Acellular meningitis is rare in bacterial infections but more common in viral infections in individuals with healthy immune systems [2].

In a multicenter study by Erdem et al. [9] in less endemic countries, tuberculous meningitis was associated with an absence of pleocytosis observed in non-immunodeficient individuals. Based on the literature review, the lack of CSF pleocytosis in cases of tuberculous meningitis is rarely reported in Morocco and Africa. The most reliable way to confirm the presence of M. tuberculosis in CSF is through microbiological analysis [6].

Ozates et al. [10] demonstrated that the molecular polymerase chain reaction test of CSF is an effective method for diagnosing tuberculous meningitis. This molecular test detects the genetic material of M. tuberculosis and determines resistance to rifampin, with a sensitivity of 81% and a specificity of 98% [10].

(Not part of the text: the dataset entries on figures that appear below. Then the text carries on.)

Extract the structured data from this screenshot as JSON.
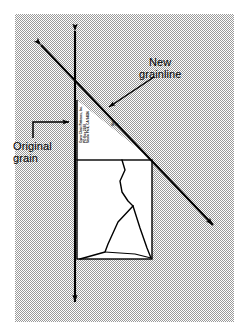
{
  "figure": {
    "background_color": "#ffffff",
    "panel_color": "#c8c8c8"
  },
  "labels": {
    "new_grainline": {
      "line1": "New",
      "line2": "grainline"
    },
    "original_grain": {
      "line1": "Original",
      "line2": "grain"
    }
  },
  "pattern_piece": {
    "company_block": {
      "line1": "Open Chair Patterns, Inc.",
      "line2": "PO Box 2288",
      "line3": "Menlo Park, CA 94026"
    },
    "size_block": {
      "line1": "Size",
      "line2": "12"
    }
  },
  "arrows": {
    "original_grain_axis": {
      "name": "vertical-double-arrow",
      "x": 75,
      "y_top": 28,
      "y_bottom": 305,
      "double_headed": true
    },
    "new_grainline_axis": {
      "name": "diagonal-double-arrow",
      "x1": 38,
      "y1": 42,
      "x2": 216,
      "y2": 228,
      "double_headed": true
    },
    "new_grainline_pointer": {
      "x1": 152,
      "y1": 78,
      "x2": 107,
      "y2": 108
    },
    "original_grain_pointer": {
      "x1": 28,
      "y1": 122,
      "x2": 74,
      "y2": 122
    }
  },
  "colors": {
    "ink": "#000000",
    "panel": "#c8c8c8",
    "paper": "#ffffff"
  }
}
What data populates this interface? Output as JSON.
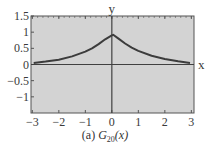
{
  "chart_data": {
    "type": "line",
    "title": "",
    "caption": {
      "prefix": "(a) ",
      "func": "G",
      "sub": "20",
      "arg": "(x)"
    },
    "xlabel": "x",
    "ylabel": "y",
    "xlim": [
      -3.05,
      3.1
    ],
    "ylim": [
      -1.5,
      1.5
    ],
    "xticks": [
      -3,
      -2,
      -1,
      0,
      1,
      2,
      3
    ],
    "xtick_labels": [
      "−3",
      "−2",
      "−1",
      "0",
      "1",
      "2",
      "3"
    ],
    "yticks": [
      1.5,
      1,
      0.5,
      0,
      -0.5,
      -1
    ],
    "ytick_labels": [
      "1.5",
      "1",
      "0.5",
      "0",
      "−0.5",
      "−1"
    ],
    "grid": false,
    "series": [
      {
        "name": "G20(x)",
        "x": [
          -2.95,
          -2.5,
          -2.0,
          -1.5,
          -1.0,
          -0.75,
          -0.5,
          -0.25,
          0.0,
          0.05,
          0.25,
          0.5,
          0.75,
          1.0,
          1.5,
          2.0,
          2.5,
          2.95
        ],
        "y": [
          0.05,
          0.09,
          0.15,
          0.25,
          0.4,
          0.5,
          0.63,
          0.78,
          0.9,
          0.92,
          0.8,
          0.65,
          0.52,
          0.42,
          0.27,
          0.17,
          0.1,
          0.05
        ]
      }
    ],
    "colors": {
      "plot_bg": "#d3d3d3",
      "curve": "#3c3c3c",
      "axis": "#404040",
      "frame": "#555555"
    }
  }
}
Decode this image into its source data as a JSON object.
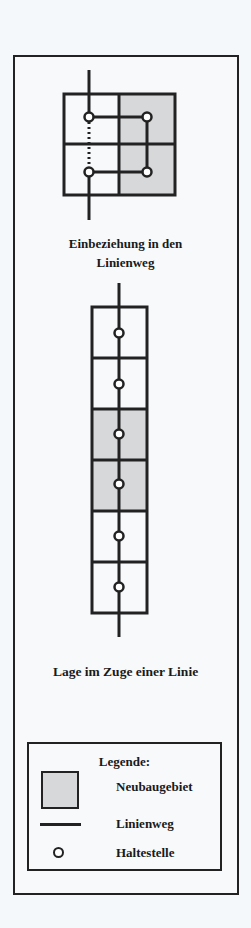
{
  "diagram_top": {
    "caption_line1": "Einbeziehung in den",
    "caption_line2": "Linienweg"
  },
  "diagram_bottom": {
    "caption": "Lage im Zuge einer Linie"
  },
  "legend": {
    "title": "Legende:",
    "items": [
      {
        "symbol": "shaded-square",
        "label": "Neubaugebiet"
      },
      {
        "symbol": "line",
        "label": "Linienweg"
      },
      {
        "symbol": "circle",
        "label": "Haltestelle"
      }
    ]
  },
  "colors": {
    "line": "#222222",
    "shaded_area": "#d6d8da",
    "background": "#f5f8fb"
  }
}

Garg et al. [11] showed that brain computed tomography and MRI are essential for diagnosing tuberculosis due to their high sensitivity.

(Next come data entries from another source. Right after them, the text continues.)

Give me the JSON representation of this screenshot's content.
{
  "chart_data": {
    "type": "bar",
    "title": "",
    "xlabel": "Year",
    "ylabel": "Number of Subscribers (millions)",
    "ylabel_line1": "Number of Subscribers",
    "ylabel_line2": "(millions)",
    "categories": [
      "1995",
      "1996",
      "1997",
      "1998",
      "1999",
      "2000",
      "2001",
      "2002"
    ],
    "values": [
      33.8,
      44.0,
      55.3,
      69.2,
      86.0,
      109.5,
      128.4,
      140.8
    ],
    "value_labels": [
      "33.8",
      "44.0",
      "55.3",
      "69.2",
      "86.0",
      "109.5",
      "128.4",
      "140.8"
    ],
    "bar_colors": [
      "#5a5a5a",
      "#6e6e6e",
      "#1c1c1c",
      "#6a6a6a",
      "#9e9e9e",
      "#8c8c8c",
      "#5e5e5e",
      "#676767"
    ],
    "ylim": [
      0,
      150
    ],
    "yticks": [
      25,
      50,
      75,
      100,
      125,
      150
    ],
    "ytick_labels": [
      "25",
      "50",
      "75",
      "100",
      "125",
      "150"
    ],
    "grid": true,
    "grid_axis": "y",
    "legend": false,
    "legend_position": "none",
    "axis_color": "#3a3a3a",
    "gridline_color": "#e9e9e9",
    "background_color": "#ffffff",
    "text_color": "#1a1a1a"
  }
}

Subedi et al. [12] described the MRI images characteristic of tuberculous meningitis, such as the presence of nodules above and below the tentorial region, surrounded by areas of T2 and fluid-attenuated inversion recovery hypersignal associated with perilesional edema, as non-specific. However, similar images may be seen in other diseases in immunocompromised patients, such as cryptococcal meningitis and viral encephalitis [12]. Marcus et al. [13] also identified supratentorial and subtentorial lesions in their study of patients with HIV admitted for cerebral toxoplasmosis. Cerebral tuberculous miliary, often associated with tuberculous meningitis, presents as tiny, hyperintense T2 hypersignal foci [4].

Houston et al. [14] discovered that disseminated and miliary tuberculosis occur less frequently in immunocompetent individuals than seropositive patients with a low clusters of differentiation 4 count. In addition, de Vuyst et al. [15] observed that sacroiliitis localization of tuberculosis is rare in immunocompetent individuals, accounting for only 10% of osteoarticular tuberculous cases.

Conclusion

The absence of an increased number of white blood cells in the CSF during tuberculous meningitis should not rule out this diagnosis in an immunocompetent patient who exhibits symptoms of meningitis and has clinical, biological, and radiologic indications of tuberculosis. Further research is necessary to comprehend why tuberculous meningitis may occur without an elevated white blood cell count in immunocompetent patients.

Declarations of competing interest

The authors declare that they have no known competing financial interests or personal relationships that could have appeared to influence the work reported in this paper.

Acknowledgments

Funding

This research received no specific grant from funding agencies in the public, commercial, or not-for-p or not-for-profit sectors.

Ethical approval statement

The patient was informed of the study's purpose, and her written consent was obtained before the study began. She requested that her name be used as an acronym.

Author contributions

Kamena Mwana Yile Hassan contributed to the conception and writing of the clinical case.

Kamena Mwana Yile and Khadija Rida contributed to interpreting the MRI images.

Kamena Mwana Yile Hassan, Fatima Ihbibane and El Filali Kamal Marhoum contributed to interpreting the MRI images and corrected the manuscript.